Many scientists, ecologists and forest managers believe climate change may have played a part and may continue to do so though no scientist would point to this fire season and say, “climate change caused this.”

There is no way to know for sure at this point.

But Steve McNulty, director of the USDA Southeast Regional Climate Hub, believes climate variability likely played a large part and that climate change plays a part in climate variability.

Climate change refers to gradual, long-term change – the heating of the Earth and the Earth’s atmosphere over the past century or so and climate variability refers to changes in weather patterns from month to month or year to year.

More greenhouse gasses in the atmosphere, like CO2, trap more heat in the atmosphere creating more energy and that translates into more extreme weather patterns.

McNulty noted that rain events producing more than 2 inches of rain over a 24-hour period have increased by 20 percent since 1950.

But with a warmer atmosphere drying and evaporation occur faster, which can lead to more drought.

There are also more subtle climate variability changes that can impact wildfire. McNulty noted growing seasons that last two to three weeks longer. They produce more biomass, which can increase fuel load.

And adding more people into the mix also increases the chances of wildfire.

More people equal more campers, more hikers, more hunters and that means more campfires and more opportunities for accidental ignitions.

More property owners equal more lot clearing and more debris burning, which also adds to the chances for accidental ignition. And sadly, more people and more access lead to more arson.

This fire season could have been a perfect storm, the experts say. But it appears the conditions that created that storm are becoming the new norm.

Lessons for the future

Josh Kelly, of MountainTrue, and Adam Warwick, of TNC, both credit the Grandfather Restoration Project, which uses prescribed fire to restore forests on the Grandfather Ranger District, with greatly reducing the risk of the Paddy’s Creek Fire and the Buck Creek Gap Fire.

In a fire season briefing last fall, Warwick noted these two fires, in areas that had been previously treated through prescribed burns, were caught small and resulted in little to no damage.

“It's a little counter-intuitive, but forests that burn more frequently burn with less severity,” says Kelly. “This is because frequent fires do two things.

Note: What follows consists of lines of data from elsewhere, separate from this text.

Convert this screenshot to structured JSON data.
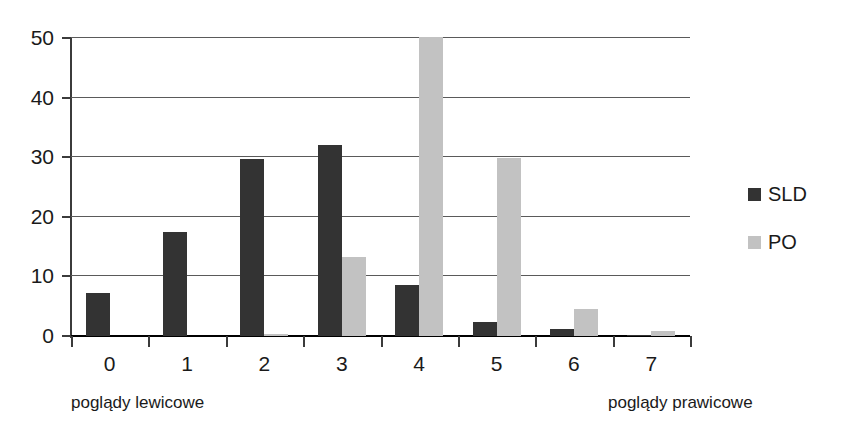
{
  "chart_data": {
    "type": "bar",
    "title": "",
    "subtitle": "",
    "xlabel": "",
    "ylabel": "",
    "categories": [
      "0",
      "1",
      "2",
      "3",
      "4",
      "5",
      "6",
      "7"
    ],
    "series": [
      {
        "name": "SLD",
        "color": "#333333",
        "values": [
          7.2,
          17.5,
          29.7,
          32.1,
          8.5,
          2.3,
          1.2,
          0.2
        ]
      },
      {
        "name": "PO",
        "color": "#c2c2c2",
        "values": [
          0,
          0,
          0.4,
          13.3,
          50.2,
          29.8,
          4.5,
          0.8
        ]
      }
    ],
    "ylim": [
      0,
      50
    ],
    "yticks": [
      0,
      10,
      20,
      30,
      40,
      50
    ],
    "ytick_labels": [
      "0",
      "10",
      "20",
      "30",
      "40",
      "50"
    ],
    "grid": "horizontal",
    "legend_position": "right",
    "annotations": {
      "axis_left_caption": "poglądy lewicowe",
      "axis_right_caption": "poglądy prawicowe"
    }
  },
  "legend": {
    "entries": [
      {
        "label": "SLD",
        "swatch_color": "#333333"
      },
      {
        "label": "PO",
        "swatch_color": "#c2c2c2"
      }
    ]
  },
  "colors": {
    "background": "#ffffff",
    "axis": "#3b3b3b",
    "gridline": "#5a5a5a",
    "text": "#1a1a1a",
    "series_sld": "#333333",
    "series_po": "#c2c2c2"
  }
}
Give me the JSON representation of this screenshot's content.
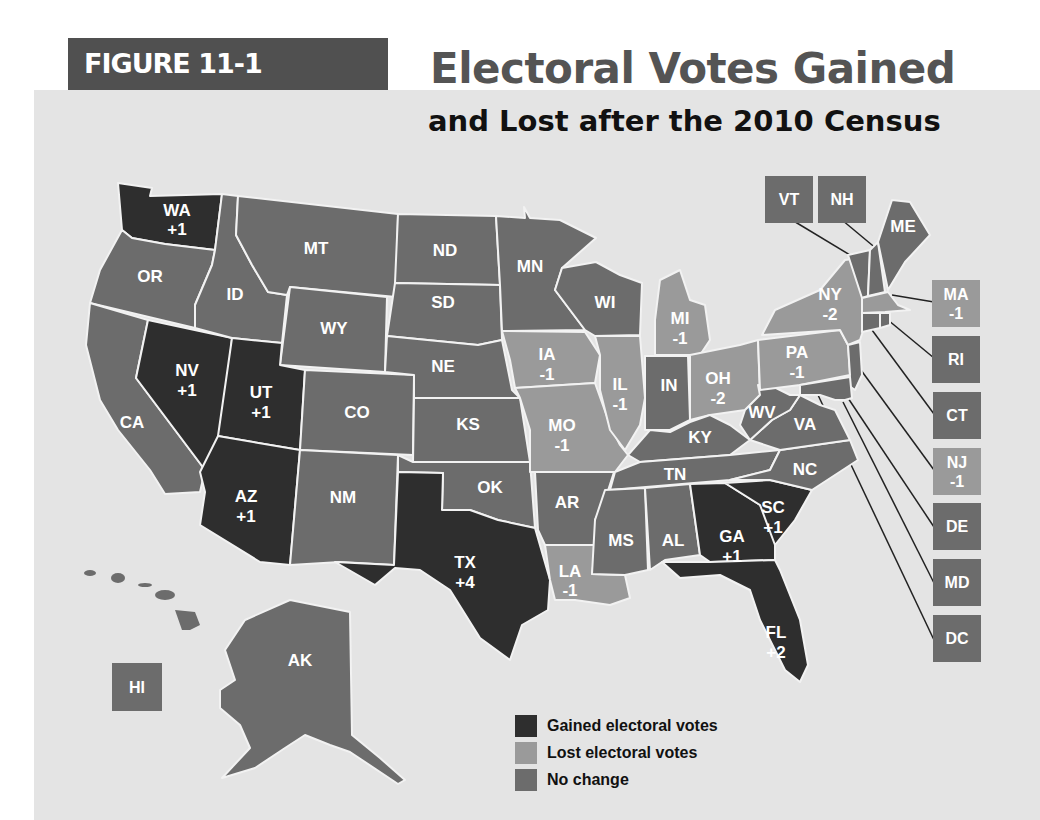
{
  "figure": {
    "tag": "FIGURE 11-1",
    "title_line1": "Electoral Votes Gained",
    "title_line2": "and Lost after the 2010 Census"
  },
  "colors": {
    "gained": "#2e2e2e",
    "lost": "#9a9a9a",
    "no_change": "#6c6c6c",
    "background": "#e4e4e4",
    "tag_background": "#505050"
  },
  "legend": {
    "items": [
      {
        "label": "Gained electoral votes",
        "color": "#2e2e2e"
      },
      {
        "label": "Lost electoral votes",
        "color": "#9a9a9a"
      },
      {
        "label": "No change",
        "color": "#6c6c6c"
      }
    ]
  },
  "states": {
    "WA": {
      "abbr": "WA",
      "change": "+1",
      "status": "gained"
    },
    "OR": {
      "abbr": "OR",
      "change": "",
      "status": "none"
    },
    "CA": {
      "abbr": "CA",
      "change": "",
      "status": "none"
    },
    "NV": {
      "abbr": "NV",
      "change": "+1",
      "status": "gained"
    },
    "ID": {
      "abbr": "ID",
      "change": "",
      "status": "none"
    },
    "MT": {
      "abbr": "MT",
      "change": "",
      "status": "none"
    },
    "WY": {
      "abbr": "WY",
      "change": "",
      "status": "none"
    },
    "UT": {
      "abbr": "UT",
      "change": "+1",
      "status": "gained"
    },
    "AZ": {
      "abbr": "AZ",
      "change": "+1",
      "status": "gained"
    },
    "CO": {
      "abbr": "CO",
      "change": "",
      "status": "none"
    },
    "NM": {
      "abbr": "NM",
      "change": "",
      "status": "none"
    },
    "ND": {
      "abbr": "ND",
      "change": "",
      "status": "none"
    },
    "SD": {
      "abbr": "SD",
      "change": "",
      "status": "none"
    },
    "NE": {
      "abbr": "NE",
      "change": "",
      "status": "none"
    },
    "KS": {
      "abbr": "KS",
      "change": "",
      "status": "none"
    },
    "OK": {
      "abbr": "OK",
      "change": "",
      "status": "none"
    },
    "TX": {
      "abbr": "TX",
      "change": "+4",
      "status": "gained"
    },
    "MN": {
      "abbr": "MN",
      "change": "",
      "status": "none"
    },
    "IA": {
      "abbr": "IA",
      "change": "-1",
      "status": "lost"
    },
    "MO": {
      "abbr": "MO",
      "change": "-1",
      "status": "lost"
    },
    "AR": {
      "abbr": "AR",
      "change": "",
      "status": "none"
    },
    "LA": {
      "abbr": "LA",
      "change": "-1",
      "status": "lost"
    },
    "WI": {
      "abbr": "WI",
      "change": "",
      "status": "none"
    },
    "IL": {
      "abbr": "IL",
      "change": "-1",
      "status": "lost"
    },
    "MI": {
      "abbr": "MI",
      "change": "-1",
      "status": "lost"
    },
    "IN": {
      "abbr": "IN",
      "change": "",
      "status": "none"
    },
    "OH": {
      "abbr": "OH",
      "change": "-2",
      "status": "lost"
    },
    "KY": {
      "abbr": "KY",
      "change": "",
      "status": "none"
    },
    "TN": {
      "abbr": "TN",
      "change": "",
      "status": "none"
    },
    "MS": {
      "abbr": "MS",
      "change": "",
      "status": "none"
    },
    "AL": {
      "abbr": "AL",
      "change": "",
      "status": "none"
    },
    "GA": {
      "abbr": "GA",
      "change": "+1",
      "status": "gained"
    },
    "FL": {
      "abbr": "FL",
      "change": "+2",
      "status": "gained"
    },
    "SC": {
      "abbr": "SC",
      "change": "+1",
      "status": "gained"
    },
    "NC": {
      "abbr": "NC",
      "change": "",
      "status": "none"
    },
    "VA": {
      "abbr": "VA",
      "change": "",
      "status": "none"
    },
    "WV": {
      "abbr": "WV",
      "change": "",
      "status": "none"
    },
    "PA": {
      "abbr": "PA",
      "change": "-1",
      "status": "lost"
    },
    "NY": {
      "abbr": "NY",
      "change": "-2",
      "status": "lost"
    },
    "ME": {
      "abbr": "ME",
      "change": "",
      "status": "none"
    },
    "AK": {
      "abbr": "AK",
      "change": "",
      "status": "none"
    },
    "HI": {
      "abbr": "HI",
      "change": "",
      "status": "none"
    },
    "VT": {
      "abbr": "VT",
      "change": "",
      "status": "none"
    },
    "NH": {
      "abbr": "NH",
      "change": "",
      "status": "none"
    },
    "MA": {
      "abbr": "MA",
      "change": "-1",
      "status": "lost"
    },
    "RI": {
      "abbr": "RI",
      "change": "",
      "status": "none"
    },
    "CT": {
      "abbr": "CT",
      "change": "",
      "status": "none"
    },
    "NJ": {
      "abbr": "NJ",
      "change": "-1",
      "status": "lost"
    },
    "DE": {
      "abbr": "DE",
      "change": "",
      "status": "none"
    },
    "MD": {
      "abbr": "MD",
      "change": "",
      "status": "none"
    },
    "DC": {
      "abbr": "DC",
      "change": "",
      "status": "none"
    }
  }
}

First, they consume some of the fuels that would be more dangerous during drought conditions. Second, they change the vegetation over time. In our area, that means trees that are wider spaced and a transition from dangerous shrubby fuels, like mountain laurel, to herbaceous and grassy fuels that don't burn so severely.”

But prescribed burns are not a landscape-wide panacea.

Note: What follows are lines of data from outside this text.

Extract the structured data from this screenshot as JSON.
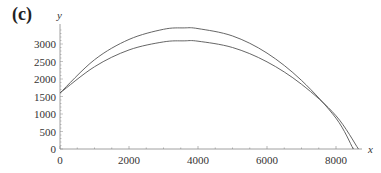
{
  "panel_label": "(c)",
  "chart_data": {
    "type": "line",
    "title": "",
    "xlabel": "x",
    "ylabel": "y",
    "xlim": [
      0,
      8800
    ],
    "ylim": [
      0,
      3500
    ],
    "x_ticks": [
      0,
      2000,
      4000,
      6000,
      8000
    ],
    "y_ticks": [
      0,
      500,
      1000,
      1500,
      2000,
      2500,
      3000
    ],
    "grid": false,
    "legend": null,
    "series": [
      {
        "name": "upper trajectory",
        "x": [
          0,
          1000,
          2000,
          3000,
          3600,
          4000,
          5000,
          6000,
          7000,
          8000,
          8500
        ],
        "y": [
          1600,
          2550,
          3130,
          3420,
          3460,
          3440,
          3230,
          2740,
          1960,
          880,
          0
        ]
      },
      {
        "name": "lower trajectory",
        "x": [
          0,
          1000,
          2000,
          3000,
          3600,
          4000,
          5000,
          6000,
          7000,
          8000,
          8650
        ],
        "y": [
          1600,
          2350,
          2830,
          3060,
          3090,
          3080,
          2900,
          2490,
          1850,
          950,
          0
        ]
      }
    ],
    "colors": {
      "lines": "#555555",
      "axes": "#888888",
      "text": "#333333"
    }
  }
}
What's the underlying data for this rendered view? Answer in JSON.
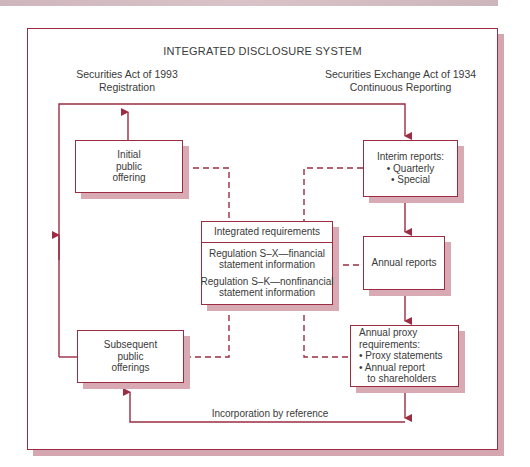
{
  "title": "INTEGRATED DISCLOSURE SYSTEM",
  "left_header": {
    "line1": "Securities Act of 1993",
    "line2": "Registration"
  },
  "right_header": {
    "line1": "Securities Exchange Act of 1934",
    "line2": "Continuous Reporting"
  },
  "boxes": {
    "initial_offering": {
      "lines": [
        "Initial",
        "public",
        "offering"
      ]
    },
    "interim_reports": {
      "lines": [
        "Interim reports:",
        "• Quarterly",
        "• Special"
      ]
    },
    "integrated": {
      "header": "Integrated requirements",
      "sx": [
        "Regulation S–X—financial",
        "statement information"
      ],
      "sk": [
        "Regulation S–K—nonfinancial",
        "statement information"
      ]
    },
    "annual_reports": {
      "lines": [
        "Annual reports"
      ]
    },
    "annual_proxy": {
      "lines": [
        "Annual proxy",
        "requirements:",
        "• Proxy statements",
        "• Annual report",
        "   to shareholders"
      ]
    },
    "subsequent_offerings": {
      "lines": [
        "Subsequent",
        "public",
        "offerings"
      ]
    }
  },
  "bottom_label": "Incorporation by reference",
  "colors": {
    "line": "#9b2c42",
    "shadow": "#d8aab4",
    "text": "#3a3a3a"
  }
}
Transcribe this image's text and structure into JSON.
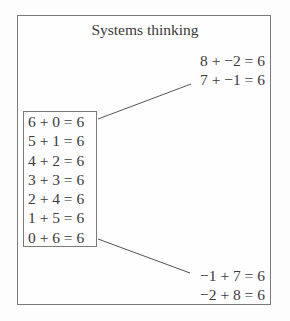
{
  "title": "Systems thinking",
  "top_equations": [
    "8 + −2 = 6",
    "7 + −1 = 6"
  ],
  "boxed_equations": [
    "6 + 0 = 6",
    "5 + 1 = 6",
    "4 + 2 = 6",
    "3 + 3 = 6",
    "2 + 4 = 6",
    "1 + 5 = 6",
    "0 + 6 = 6"
  ],
  "bottom_equations": [
    "−1 + 7 = 6",
    "−2 + 8 = 6"
  ],
  "colors": {
    "border": "#7a7a7a",
    "text": "#3a3a3a",
    "background": "#fdfdfd"
  }
}
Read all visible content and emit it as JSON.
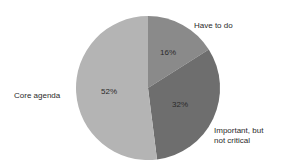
{
  "chart_data": {
    "type": "pie",
    "title": "",
    "categories": [
      "Have to do",
      "Important, but not critical",
      "Core agenda"
    ],
    "values": [
      16,
      32,
      52
    ],
    "value_labels": [
      "16%",
      "32%",
      "52%"
    ],
    "colors": [
      "#8a8a8a",
      "#6e6e6e",
      "#b4b4b4"
    ],
    "start_angle_deg": 0,
    "direction": "clockwise",
    "legend": "none (direct labels)"
  },
  "labels": {
    "have_to_do": "Have to do",
    "important_line1": "Important, but",
    "important_line2": "not critical",
    "core_agenda": "Core agenda"
  },
  "pct": {
    "have_to_do": "16%",
    "important": "32%",
    "core_agenda": "52%"
  }
}
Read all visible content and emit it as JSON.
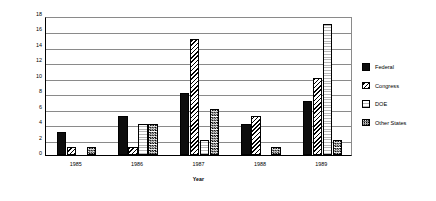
{
  "chart_data": {
    "type": "bar",
    "title": "",
    "xlabel": "Year",
    "ylabel": "Number of times cited",
    "categories": [
      "1985",
      "1986",
      "1987",
      "1988",
      "1989"
    ],
    "series": [
      {
        "name": "Federal",
        "values": [
          3,
          5,
          8,
          4,
          7
        ],
        "pattern": "solid-black"
      },
      {
        "name": "Congress",
        "values": [
          1,
          1,
          15,
          5,
          10
        ],
        "pattern": "diagonal-hatch"
      },
      {
        "name": "DOE",
        "values": [
          0,
          4,
          2,
          0,
          17
        ],
        "pattern": "fine-dotted-grid"
      },
      {
        "name": "Other States",
        "values": [
          1,
          4,
          6,
          1,
          2
        ],
        "pattern": "checkerboard"
      }
    ],
    "ylim": [
      0,
      18
    ],
    "yticks": [
      0,
      2,
      4,
      6,
      8,
      10,
      12,
      14,
      16,
      18
    ],
    "grid": true,
    "legend_position": "right"
  },
  "legend": {
    "items": [
      {
        "label": "Federal"
      },
      {
        "label": "Congress"
      },
      {
        "label": "DOE"
      },
      {
        "label": "Other States"
      }
    ]
  }
}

There are areas of the forest where, due to topography and human habitation, prescribed burns aren’t prudent. And much care must be taken to manage smoke during a prescribed burn.

Environmentalists, ecologists and fire managers across the country are reaching out to stakeholders to prepare for, and mitigate, the effects of increasing wildfire on the landscape.

Programs like the National Cohesive Strategy and Fire Adapted Communities offer agencies, organizations and stakeholders ways to address issues like managing fuel loads, protecting homes and communities, managing human-caused ignitions and effectively and efficiently responding to wildfire.

Kelly noted two main takeaways from the 2016 wildfires.

“First, the Southern Appalachians are not immune from large wildfires,” he says. “Second, it's critical that people take fire into consideration when planning development. Everything from the vegetation of the site, to the steepness of the slopes, to the building materials used, to the difficulty or ease of fire fighter access during an emergency.”

Rob Klein of the Park Service says it’s important for people to understand that fire is a natural process.

“Fire has been on the landscape for thousands of years and forests will recover naturally,” he says. “They may not be the same as they were the day before the fire but they will recover to become the forests of tomorrow.”